>
Jake Paul - Trump interview: We cover the Iran war, immigration policies, the assassination...
US Attorney Jeanine Pirro just announced activist Judge Boasberg has BLOCKED a Grand Jury...
Cost of the Iran War--and Why It Will Fuel Inflation
Senator Ted Cruz Says "Christ Is King" Means "I Hate The Jews" & Jews, Not Chris
Human Brain Cells Merge With Silica To Play DOOM
Will Yann LeCun Provide The Next Breakthrough In AI?
Human Brain Cells Merge With Silica To Play DOOM
Solar And Storage Could Reshape Rural Electricity Markets
With World Seemingly At War, DARPA Finds Time To Unveil The X-76
The world's first diesel plug-in hybrid pickup truck is here
US advances nuclear revival with approval of Natrium Gen IV reactor
Your Contractor Doesn't Want Me To Show You This!
CEO of Blacklisted AI Company Anthropic, Dario Amodei Says His AI Models 'May Have Gained...

They work at room temperature, undercutting and outperforming today's huge, cryo-cooled quantum supercomputers, and soon they'll be small enough for mobile devices.
Superconducting quantum computers are huge and incredibly finicky machines at this point. They need to be isolated from anything that might knock an electron's spin off and ruin a calculation. That includes mechanical isolation, in extreme vacuum chambers, where only a few molecules might remain in a cubic meter or two of space. It includes electromagnetic forces – IBM, for example, surrounds its precious quantum bits, or qubits, with mu metals to absorb all magnetic fields.
They work at room temperature, undercutting and outperforming today's huge, cryo-cooled quantum supercomputers, and soon they'll be small enough for mobile devices.
Superconducting quantum computers are huge and incredibly finicky machines at this point. They need to be isolated from anything that might knock an electron's spin off and ruin a calculation. That includes mechanical isolation, in extreme vacuum chambers, where only a few molecules might remain in a cubic meter or two of space. It includes electromagnetic forces – IBM, for example, surrounds its precious quantum bits, or qubits, with mu metals to absorb all magnetic fields.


**PROBLEM**
Work through the records that follow and return each line containing the word "Asian".
[Opening PROVIDED ENTRIES section]
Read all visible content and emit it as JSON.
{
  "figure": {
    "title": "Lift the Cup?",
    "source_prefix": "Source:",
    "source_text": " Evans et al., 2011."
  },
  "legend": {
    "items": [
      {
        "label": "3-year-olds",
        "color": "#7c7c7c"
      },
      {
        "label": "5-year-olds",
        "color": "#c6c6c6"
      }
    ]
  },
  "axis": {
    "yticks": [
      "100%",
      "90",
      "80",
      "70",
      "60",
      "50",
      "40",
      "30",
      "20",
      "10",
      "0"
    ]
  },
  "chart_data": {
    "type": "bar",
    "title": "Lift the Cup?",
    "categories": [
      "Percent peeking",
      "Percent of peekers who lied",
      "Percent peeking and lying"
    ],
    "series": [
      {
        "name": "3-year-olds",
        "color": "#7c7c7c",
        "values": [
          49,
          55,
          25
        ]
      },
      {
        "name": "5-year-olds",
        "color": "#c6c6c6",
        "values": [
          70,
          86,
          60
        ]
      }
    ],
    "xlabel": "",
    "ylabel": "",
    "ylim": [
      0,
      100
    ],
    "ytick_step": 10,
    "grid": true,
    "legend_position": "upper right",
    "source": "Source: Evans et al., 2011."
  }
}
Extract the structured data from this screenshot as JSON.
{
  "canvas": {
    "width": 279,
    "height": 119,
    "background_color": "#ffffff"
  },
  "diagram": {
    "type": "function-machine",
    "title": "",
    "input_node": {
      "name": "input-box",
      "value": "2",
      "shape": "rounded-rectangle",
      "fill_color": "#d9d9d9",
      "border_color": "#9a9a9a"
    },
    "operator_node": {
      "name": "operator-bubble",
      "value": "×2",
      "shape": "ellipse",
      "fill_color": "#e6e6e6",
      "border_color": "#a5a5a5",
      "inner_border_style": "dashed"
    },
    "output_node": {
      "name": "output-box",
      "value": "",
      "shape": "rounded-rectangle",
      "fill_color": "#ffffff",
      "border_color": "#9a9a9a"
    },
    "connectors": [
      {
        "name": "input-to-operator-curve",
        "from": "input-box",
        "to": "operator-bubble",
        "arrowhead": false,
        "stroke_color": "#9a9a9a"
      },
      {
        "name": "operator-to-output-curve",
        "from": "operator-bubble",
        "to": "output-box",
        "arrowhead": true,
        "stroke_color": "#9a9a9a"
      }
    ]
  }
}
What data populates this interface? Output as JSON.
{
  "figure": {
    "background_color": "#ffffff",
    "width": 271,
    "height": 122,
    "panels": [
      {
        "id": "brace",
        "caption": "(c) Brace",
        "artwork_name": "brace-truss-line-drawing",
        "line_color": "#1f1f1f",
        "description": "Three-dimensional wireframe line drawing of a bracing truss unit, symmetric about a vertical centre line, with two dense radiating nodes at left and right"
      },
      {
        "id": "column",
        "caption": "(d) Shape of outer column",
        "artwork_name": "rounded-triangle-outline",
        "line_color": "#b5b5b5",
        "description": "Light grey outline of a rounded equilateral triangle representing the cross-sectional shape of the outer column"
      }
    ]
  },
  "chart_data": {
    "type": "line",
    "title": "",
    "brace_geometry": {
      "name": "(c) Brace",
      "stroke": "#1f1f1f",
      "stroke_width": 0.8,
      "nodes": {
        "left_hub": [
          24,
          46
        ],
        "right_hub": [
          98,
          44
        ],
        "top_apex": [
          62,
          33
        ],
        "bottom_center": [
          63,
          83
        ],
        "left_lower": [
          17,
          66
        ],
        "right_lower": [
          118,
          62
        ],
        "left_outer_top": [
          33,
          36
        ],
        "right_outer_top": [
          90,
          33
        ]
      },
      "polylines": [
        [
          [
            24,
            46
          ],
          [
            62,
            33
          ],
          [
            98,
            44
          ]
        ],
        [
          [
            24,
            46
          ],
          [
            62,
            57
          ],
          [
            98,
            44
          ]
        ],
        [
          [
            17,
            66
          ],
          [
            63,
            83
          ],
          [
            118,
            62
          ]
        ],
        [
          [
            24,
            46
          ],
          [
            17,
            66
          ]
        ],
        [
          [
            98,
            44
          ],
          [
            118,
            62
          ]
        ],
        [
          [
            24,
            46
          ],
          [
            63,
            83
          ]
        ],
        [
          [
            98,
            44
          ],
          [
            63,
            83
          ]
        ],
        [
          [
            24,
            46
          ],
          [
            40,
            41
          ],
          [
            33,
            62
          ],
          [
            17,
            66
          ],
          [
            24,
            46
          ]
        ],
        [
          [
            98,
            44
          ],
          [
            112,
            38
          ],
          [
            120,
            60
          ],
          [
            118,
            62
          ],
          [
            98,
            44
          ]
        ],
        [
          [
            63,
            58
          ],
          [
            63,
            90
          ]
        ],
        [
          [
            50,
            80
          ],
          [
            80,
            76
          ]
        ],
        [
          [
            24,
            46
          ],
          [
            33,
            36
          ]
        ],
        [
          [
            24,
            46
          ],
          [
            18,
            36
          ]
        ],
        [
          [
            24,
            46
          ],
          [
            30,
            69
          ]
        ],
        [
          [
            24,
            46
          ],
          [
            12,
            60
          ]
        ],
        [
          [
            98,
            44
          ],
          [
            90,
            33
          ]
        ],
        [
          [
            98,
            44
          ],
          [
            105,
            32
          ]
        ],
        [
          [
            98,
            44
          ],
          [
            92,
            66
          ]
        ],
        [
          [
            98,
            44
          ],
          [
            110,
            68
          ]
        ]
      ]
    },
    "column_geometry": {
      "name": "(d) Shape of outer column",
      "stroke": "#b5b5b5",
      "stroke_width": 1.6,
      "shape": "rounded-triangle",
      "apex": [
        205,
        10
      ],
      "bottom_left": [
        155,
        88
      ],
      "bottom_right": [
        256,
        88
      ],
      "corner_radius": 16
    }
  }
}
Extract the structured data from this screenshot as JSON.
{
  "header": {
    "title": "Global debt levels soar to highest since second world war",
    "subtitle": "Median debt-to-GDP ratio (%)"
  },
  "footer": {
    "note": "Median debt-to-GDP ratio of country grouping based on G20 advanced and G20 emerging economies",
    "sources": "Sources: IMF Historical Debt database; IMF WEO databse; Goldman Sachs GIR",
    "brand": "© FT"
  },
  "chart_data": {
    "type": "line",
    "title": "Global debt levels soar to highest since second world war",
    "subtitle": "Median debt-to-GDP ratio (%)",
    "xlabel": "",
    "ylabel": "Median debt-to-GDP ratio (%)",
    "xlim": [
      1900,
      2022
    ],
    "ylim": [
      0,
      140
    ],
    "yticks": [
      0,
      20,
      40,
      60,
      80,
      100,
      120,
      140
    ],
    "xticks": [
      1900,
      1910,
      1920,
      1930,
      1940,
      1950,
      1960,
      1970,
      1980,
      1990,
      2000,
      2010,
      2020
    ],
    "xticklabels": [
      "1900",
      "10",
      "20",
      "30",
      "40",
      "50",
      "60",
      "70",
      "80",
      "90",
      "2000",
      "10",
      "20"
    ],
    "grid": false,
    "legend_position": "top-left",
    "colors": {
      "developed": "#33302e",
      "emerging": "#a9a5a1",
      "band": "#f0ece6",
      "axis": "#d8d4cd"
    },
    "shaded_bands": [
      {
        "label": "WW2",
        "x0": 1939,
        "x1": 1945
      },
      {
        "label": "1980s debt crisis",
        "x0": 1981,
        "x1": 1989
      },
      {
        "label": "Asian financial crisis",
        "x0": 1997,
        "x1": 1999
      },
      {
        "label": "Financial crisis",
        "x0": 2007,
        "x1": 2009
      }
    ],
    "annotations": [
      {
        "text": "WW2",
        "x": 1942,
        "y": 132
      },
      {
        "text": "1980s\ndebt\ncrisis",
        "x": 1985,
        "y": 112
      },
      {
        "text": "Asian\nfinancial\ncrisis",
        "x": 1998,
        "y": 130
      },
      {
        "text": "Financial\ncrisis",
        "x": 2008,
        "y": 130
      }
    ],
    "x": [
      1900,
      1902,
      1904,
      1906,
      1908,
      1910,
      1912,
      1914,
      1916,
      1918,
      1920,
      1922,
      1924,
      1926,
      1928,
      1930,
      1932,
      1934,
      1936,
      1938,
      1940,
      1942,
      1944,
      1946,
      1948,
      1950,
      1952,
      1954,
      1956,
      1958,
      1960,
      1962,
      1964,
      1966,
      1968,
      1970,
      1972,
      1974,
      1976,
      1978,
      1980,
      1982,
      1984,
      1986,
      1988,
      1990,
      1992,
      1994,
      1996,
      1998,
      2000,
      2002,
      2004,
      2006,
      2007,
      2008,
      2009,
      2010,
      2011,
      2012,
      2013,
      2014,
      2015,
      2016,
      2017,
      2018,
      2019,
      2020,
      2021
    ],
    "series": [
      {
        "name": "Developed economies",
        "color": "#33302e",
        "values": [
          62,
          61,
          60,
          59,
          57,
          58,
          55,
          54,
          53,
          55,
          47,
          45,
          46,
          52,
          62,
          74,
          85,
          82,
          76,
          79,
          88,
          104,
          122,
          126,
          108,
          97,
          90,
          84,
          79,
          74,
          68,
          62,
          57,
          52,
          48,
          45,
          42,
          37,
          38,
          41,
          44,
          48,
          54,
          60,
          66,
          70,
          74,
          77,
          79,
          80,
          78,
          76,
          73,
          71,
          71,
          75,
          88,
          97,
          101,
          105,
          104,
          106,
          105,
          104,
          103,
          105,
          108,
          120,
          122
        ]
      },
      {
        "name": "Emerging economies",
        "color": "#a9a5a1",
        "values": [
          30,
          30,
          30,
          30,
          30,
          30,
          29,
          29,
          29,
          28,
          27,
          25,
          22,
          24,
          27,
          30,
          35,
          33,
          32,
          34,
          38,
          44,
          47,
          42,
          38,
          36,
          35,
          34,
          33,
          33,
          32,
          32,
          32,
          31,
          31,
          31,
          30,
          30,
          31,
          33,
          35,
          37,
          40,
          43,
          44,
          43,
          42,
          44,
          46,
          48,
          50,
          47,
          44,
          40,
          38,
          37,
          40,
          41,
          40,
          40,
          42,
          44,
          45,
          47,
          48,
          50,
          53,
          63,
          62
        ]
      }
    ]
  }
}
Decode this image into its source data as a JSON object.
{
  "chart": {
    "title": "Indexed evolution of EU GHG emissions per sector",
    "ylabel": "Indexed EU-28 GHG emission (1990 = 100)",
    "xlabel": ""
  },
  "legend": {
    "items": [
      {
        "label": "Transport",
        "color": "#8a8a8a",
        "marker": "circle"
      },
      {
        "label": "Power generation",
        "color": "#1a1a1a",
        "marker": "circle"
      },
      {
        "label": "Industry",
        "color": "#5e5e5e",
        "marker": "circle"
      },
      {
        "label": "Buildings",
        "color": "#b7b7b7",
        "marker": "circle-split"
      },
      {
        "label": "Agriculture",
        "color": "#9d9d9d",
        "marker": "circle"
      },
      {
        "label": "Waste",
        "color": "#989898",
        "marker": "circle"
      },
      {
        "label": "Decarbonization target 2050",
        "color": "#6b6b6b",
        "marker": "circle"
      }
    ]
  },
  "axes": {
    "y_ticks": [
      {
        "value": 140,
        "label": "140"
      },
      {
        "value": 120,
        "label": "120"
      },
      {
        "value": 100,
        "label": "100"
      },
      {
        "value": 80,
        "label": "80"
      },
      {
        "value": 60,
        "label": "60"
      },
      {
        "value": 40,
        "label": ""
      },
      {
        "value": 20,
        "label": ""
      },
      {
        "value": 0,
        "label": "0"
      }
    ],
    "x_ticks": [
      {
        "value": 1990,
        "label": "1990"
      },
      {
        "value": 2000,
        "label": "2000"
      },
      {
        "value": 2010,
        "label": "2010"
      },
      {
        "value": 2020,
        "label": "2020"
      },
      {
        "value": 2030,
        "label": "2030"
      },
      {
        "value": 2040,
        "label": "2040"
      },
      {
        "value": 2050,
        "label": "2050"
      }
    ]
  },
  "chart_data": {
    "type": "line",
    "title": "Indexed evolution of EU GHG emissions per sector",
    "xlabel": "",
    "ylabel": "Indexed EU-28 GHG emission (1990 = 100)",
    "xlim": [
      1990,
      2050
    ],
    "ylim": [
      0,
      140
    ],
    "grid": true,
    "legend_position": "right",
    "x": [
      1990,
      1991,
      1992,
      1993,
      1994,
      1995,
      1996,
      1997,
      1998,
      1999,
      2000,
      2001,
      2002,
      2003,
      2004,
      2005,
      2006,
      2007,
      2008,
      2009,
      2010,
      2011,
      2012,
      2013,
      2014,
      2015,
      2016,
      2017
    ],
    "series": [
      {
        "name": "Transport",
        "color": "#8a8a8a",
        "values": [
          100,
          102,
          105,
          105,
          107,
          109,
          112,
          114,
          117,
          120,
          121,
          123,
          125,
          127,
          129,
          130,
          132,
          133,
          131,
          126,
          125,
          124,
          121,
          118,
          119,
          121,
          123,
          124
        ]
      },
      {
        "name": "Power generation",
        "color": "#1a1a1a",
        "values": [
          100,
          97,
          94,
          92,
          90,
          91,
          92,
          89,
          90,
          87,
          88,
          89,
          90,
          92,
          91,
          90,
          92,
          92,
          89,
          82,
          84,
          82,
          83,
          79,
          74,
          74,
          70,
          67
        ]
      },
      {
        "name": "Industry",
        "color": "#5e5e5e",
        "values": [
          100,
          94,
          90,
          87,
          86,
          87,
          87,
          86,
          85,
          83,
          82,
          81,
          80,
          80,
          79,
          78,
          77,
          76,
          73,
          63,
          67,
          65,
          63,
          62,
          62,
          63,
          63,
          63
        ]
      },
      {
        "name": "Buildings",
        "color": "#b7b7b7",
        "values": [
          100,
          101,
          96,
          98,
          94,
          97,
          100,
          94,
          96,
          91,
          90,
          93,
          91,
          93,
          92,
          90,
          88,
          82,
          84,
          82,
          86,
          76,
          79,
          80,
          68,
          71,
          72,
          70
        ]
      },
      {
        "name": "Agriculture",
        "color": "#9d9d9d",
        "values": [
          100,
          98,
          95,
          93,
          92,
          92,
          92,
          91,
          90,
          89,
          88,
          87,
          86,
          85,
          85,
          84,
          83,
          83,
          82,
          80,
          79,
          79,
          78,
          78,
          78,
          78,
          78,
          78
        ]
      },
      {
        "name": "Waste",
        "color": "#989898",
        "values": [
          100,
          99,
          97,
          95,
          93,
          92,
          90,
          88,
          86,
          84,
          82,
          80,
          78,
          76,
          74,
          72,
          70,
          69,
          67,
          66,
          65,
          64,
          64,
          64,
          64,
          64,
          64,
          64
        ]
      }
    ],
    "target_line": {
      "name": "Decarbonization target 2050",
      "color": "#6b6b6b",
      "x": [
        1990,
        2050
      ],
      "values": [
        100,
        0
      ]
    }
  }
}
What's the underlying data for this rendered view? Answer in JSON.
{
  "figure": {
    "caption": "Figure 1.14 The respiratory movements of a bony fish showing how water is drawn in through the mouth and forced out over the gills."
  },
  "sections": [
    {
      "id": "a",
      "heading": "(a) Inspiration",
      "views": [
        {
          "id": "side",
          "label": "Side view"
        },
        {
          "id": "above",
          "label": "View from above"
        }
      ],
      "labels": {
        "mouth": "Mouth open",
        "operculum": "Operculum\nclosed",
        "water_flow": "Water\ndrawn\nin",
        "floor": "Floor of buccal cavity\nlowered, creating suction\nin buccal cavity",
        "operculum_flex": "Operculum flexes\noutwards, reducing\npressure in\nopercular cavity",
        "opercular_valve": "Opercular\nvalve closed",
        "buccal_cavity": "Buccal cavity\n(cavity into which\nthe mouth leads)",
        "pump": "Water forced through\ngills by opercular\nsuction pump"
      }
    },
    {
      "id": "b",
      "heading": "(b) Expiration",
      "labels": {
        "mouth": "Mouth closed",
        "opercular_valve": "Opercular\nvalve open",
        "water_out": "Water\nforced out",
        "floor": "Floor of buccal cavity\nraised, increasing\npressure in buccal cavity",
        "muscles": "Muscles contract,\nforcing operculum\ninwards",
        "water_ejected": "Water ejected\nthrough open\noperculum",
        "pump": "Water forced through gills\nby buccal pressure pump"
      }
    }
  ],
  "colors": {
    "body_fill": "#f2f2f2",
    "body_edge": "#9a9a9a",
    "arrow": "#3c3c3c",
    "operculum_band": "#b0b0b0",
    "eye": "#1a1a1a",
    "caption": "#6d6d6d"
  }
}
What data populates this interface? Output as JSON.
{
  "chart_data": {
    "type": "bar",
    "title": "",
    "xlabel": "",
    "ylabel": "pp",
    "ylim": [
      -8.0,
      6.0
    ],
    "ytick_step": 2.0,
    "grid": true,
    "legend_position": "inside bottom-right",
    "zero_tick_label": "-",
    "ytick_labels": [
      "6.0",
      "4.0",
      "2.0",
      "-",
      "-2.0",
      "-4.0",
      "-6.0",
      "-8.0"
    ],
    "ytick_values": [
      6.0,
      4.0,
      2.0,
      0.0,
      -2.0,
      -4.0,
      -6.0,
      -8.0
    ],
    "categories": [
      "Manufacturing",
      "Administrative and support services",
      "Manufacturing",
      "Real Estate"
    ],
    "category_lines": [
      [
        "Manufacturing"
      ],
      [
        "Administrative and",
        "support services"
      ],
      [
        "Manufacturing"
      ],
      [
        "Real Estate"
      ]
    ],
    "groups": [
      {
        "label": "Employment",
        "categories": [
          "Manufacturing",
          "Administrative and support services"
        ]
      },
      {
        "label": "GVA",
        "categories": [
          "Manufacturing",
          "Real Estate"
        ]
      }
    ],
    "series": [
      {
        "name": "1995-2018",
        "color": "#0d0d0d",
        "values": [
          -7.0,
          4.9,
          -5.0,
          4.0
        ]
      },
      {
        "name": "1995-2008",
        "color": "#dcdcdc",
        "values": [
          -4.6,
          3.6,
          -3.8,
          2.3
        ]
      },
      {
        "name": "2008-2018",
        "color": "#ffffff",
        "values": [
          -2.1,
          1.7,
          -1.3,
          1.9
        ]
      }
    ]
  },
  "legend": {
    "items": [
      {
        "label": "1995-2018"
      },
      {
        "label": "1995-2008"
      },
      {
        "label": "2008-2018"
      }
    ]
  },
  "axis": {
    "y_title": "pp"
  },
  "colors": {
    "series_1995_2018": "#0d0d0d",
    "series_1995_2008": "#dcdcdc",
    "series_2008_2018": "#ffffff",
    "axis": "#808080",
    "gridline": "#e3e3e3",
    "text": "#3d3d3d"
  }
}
[Closing PROVIDED ENTRIES section]
**TASK RESULT**
        "label": "Asian financial crisis",
        "text": "Asian\nfinancial\ncrisis",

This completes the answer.